Juggerknot Theatre Company and Live Arts Miami have announced the return of the Miami Immersive Intensive (MII) for its second year, expanding the program into a four-day convening that combines hands-on training with a newly introduced industry-facing summit. The 2026 edition will take place June 4–7 at Miami Dade College’s Wolfson Campus in Downtown Miami.
Positioned as both a training ground and a field-building initiative, MII is designed to strengthen Miami’s role in the national immersive ecosystem while addressing a longstanding gap in access to advanced professional development for artists working outside traditional cultural hubs.
“At scale, immersive work demands a different kind of infrastructure—one that supports experimentation, interdisciplinary collaboration, and new audience relationships,” said Tanya Bravo, Artistic Director of Juggerknot Theatre Company. “This intensive is about building that infrastructure locally.”
A Growing Hub for Immersive Practice
This year’s expansion includes the launch of the Miami Immersive Summit, a fourth-day program open to a broader audience of producers, presenters, technologists, and cultural leaders.
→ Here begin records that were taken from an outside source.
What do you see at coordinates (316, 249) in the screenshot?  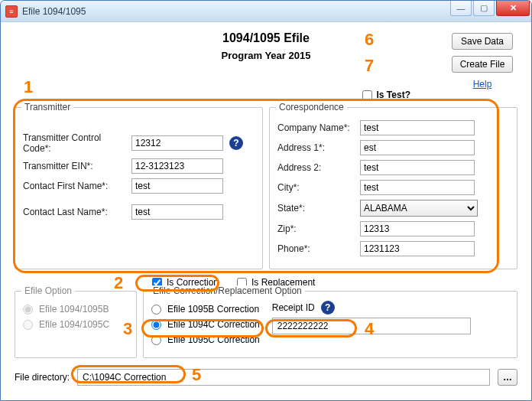 I see `phone-label: Phone*:` at bounding box center [316, 249].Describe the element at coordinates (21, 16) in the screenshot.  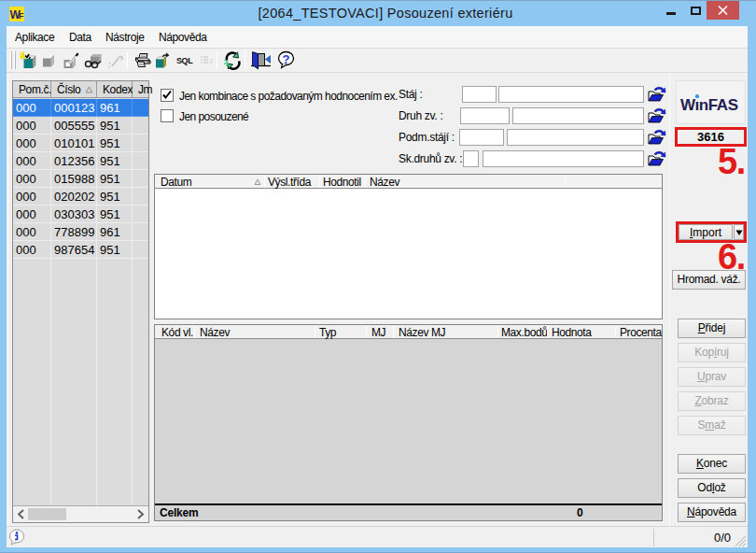
I see `svg-text: F` at that location. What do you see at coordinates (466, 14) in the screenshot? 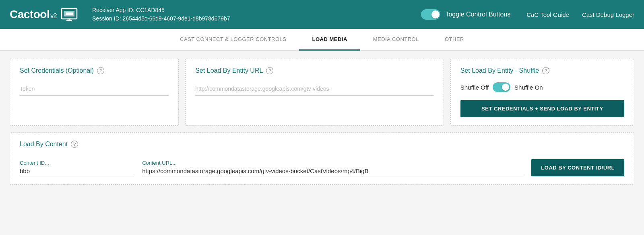
I see `toggle-section: Toggle Control Buttons` at bounding box center [466, 14].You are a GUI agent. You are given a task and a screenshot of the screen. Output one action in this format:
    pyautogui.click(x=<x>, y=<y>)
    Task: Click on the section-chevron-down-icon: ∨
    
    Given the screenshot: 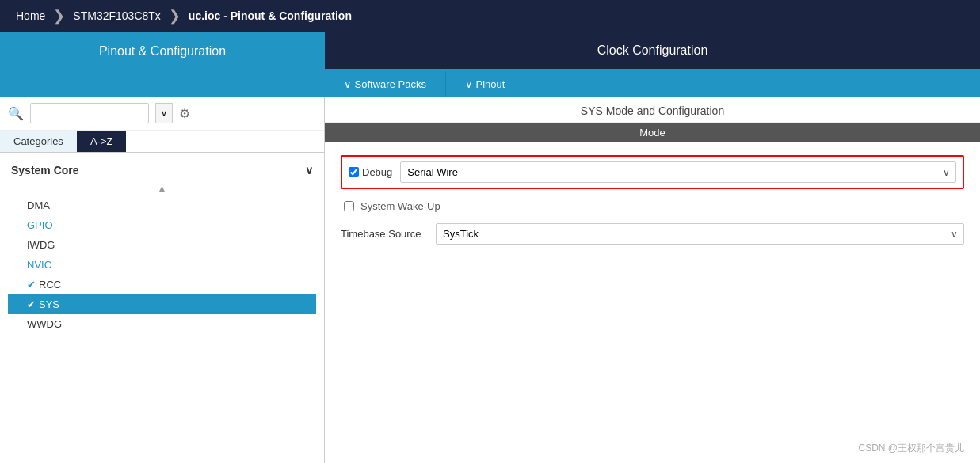 What is the action you would take?
    pyautogui.click(x=309, y=170)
Developed in partnership with South Florida PBS and The Immersive Experience Institute, the summit will feature keynotes, panels, and industry conversations focused on the future of immersive storytelling.
The addition signals a shift from a purely artist-focused training model toward a more comprehensive convening that engages the full value chain of immersive production—from creative development to distribution, technology integration, and audience engagement.
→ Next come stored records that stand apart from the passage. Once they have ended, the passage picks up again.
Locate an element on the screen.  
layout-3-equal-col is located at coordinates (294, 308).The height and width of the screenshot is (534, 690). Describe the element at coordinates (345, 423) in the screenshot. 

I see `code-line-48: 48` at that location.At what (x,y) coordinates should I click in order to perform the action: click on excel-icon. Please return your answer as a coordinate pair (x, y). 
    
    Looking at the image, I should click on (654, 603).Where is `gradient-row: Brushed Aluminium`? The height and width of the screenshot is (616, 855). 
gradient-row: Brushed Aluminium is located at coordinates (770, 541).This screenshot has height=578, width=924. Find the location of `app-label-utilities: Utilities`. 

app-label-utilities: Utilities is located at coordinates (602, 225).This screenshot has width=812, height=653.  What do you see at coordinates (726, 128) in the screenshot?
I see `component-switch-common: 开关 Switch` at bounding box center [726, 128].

Kathryn Garcia, Executive and Artistic Director of Live Arts Miami, emphasized the broader implications: “Investing in immersive work is not only about training artists—it’s about supporting new ways of thinking about space, audience, and connection. The field is still being defined, and gatherings like this help shape its direction.”
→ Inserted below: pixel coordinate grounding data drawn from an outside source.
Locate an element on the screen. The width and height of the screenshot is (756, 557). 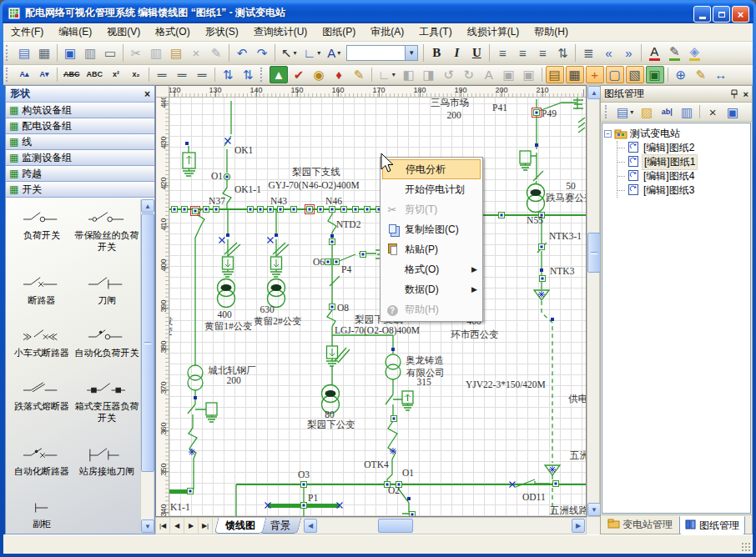
pointer-tool-button: ↖▾ is located at coordinates (289, 53).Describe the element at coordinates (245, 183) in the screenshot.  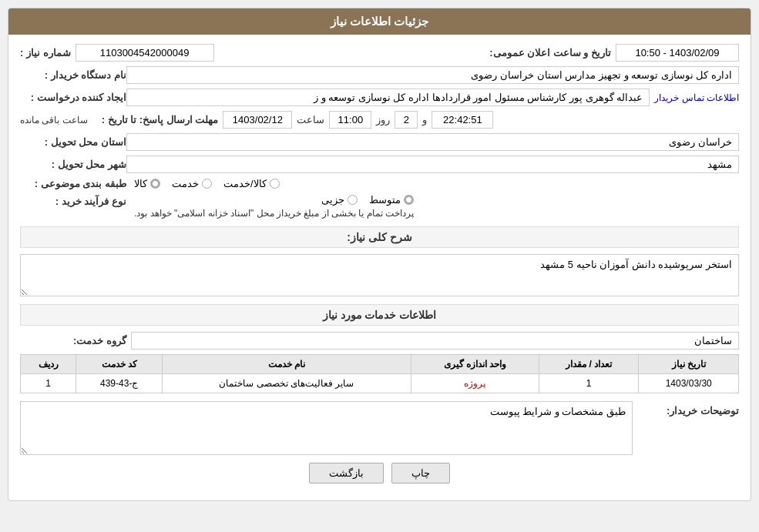
I see `tabaqe-kala-khadamat-label: کالا/خدمت` at that location.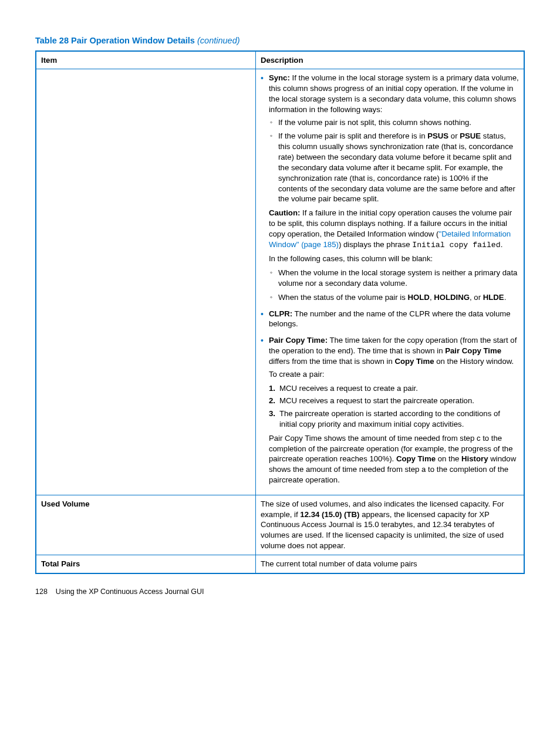 This screenshot has width=560, height=746. What do you see at coordinates (115, 40) in the screenshot?
I see `caption-label: Table 28 Pair Operation Window Details` at bounding box center [115, 40].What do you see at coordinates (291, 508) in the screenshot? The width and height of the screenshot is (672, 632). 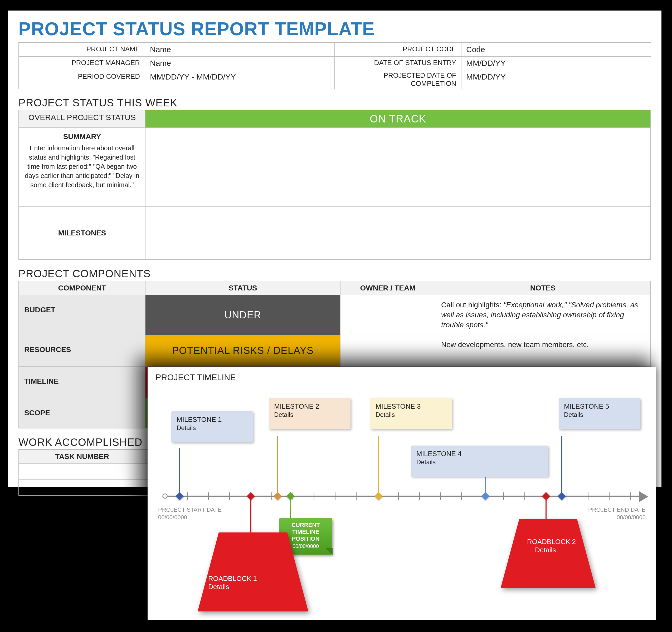 I see `current-stem` at bounding box center [291, 508].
Global Practitioners, Local Access
The 2026 program will feature more than a dozen teaching artists and industry leaders from across the immersive landscape, including contributors affiliated with globally recognized companies such as Punchdrunk, Third Rail Projects, and Odyssey Works.
Among the announced participants:
Jennine Willett (Third Rail Projects), delivering a keynote on narrative design in immersive environments
David Feiner (Albany Park Theater Project), co-leading a workshop on Port of Entry
- Mikhael Tara Garver (Culture House Immersive; former director of Disney’s Star Wars: Galactic Starcruiser)
- Zach Morris (Third Rail Projects)
- Brandon Powers (Lincoln Center Collider Fellow; XR choreographer)
- Sadah Espii Proctor (South Florida PBS)
- Abraham Burickson (Odyssey Works; experience design author)
- Casey Jay Andrews (Punchdrunk), joining virtually for a design-focused session
The program reflects a deliberate effort to bring high-caliber expertise into regional markets, reducing the need for artists to travel to cities like New York or London for comparable training opportunities.
Field-Building as Strategy
For organizers, MII is not simply a professional development offering—it is a long-term investment in ecosystem development. By convening artists, institutions, and media partners in one place, the initiative aims to foster sustained collaboration and position Miami as a viable center for immersive production and innovation.
Noah Nelson, Founder of No Proscenium and The Immersive Experience Institute, framed the initiative in sector-wide terms: “For immersive work to mature as a field, knowledge transfer is critical. Programs like MII create the conditions for that—where experienced practitioners actively shape the next generation.”
With limited capacity and a focus on participatory learning, the intensive maintains a selective structure while expanding its reach through the summit and virtual programming.
Program Overview
- Dates: June 4–7, 2026
- Location: Miami Dade College, Wolfson Campus (Downtown Miami)
- Full Pass: $495 (includes workshops and summit access)
- Summit Pass: $175 (Day 4 only)
- Virtual Workshop (Punchdrunk): $45
As immersive formats continue to intersect with technology, public media, and experience design, initiatives like the Miami Immersive Intensive point to a broader shift in how the cultural sector supports emerging forms—moving beyond presentation toward infrastructure, training, and long-term field development.
More information and registration details are available at miamiimmersiveintensive.com.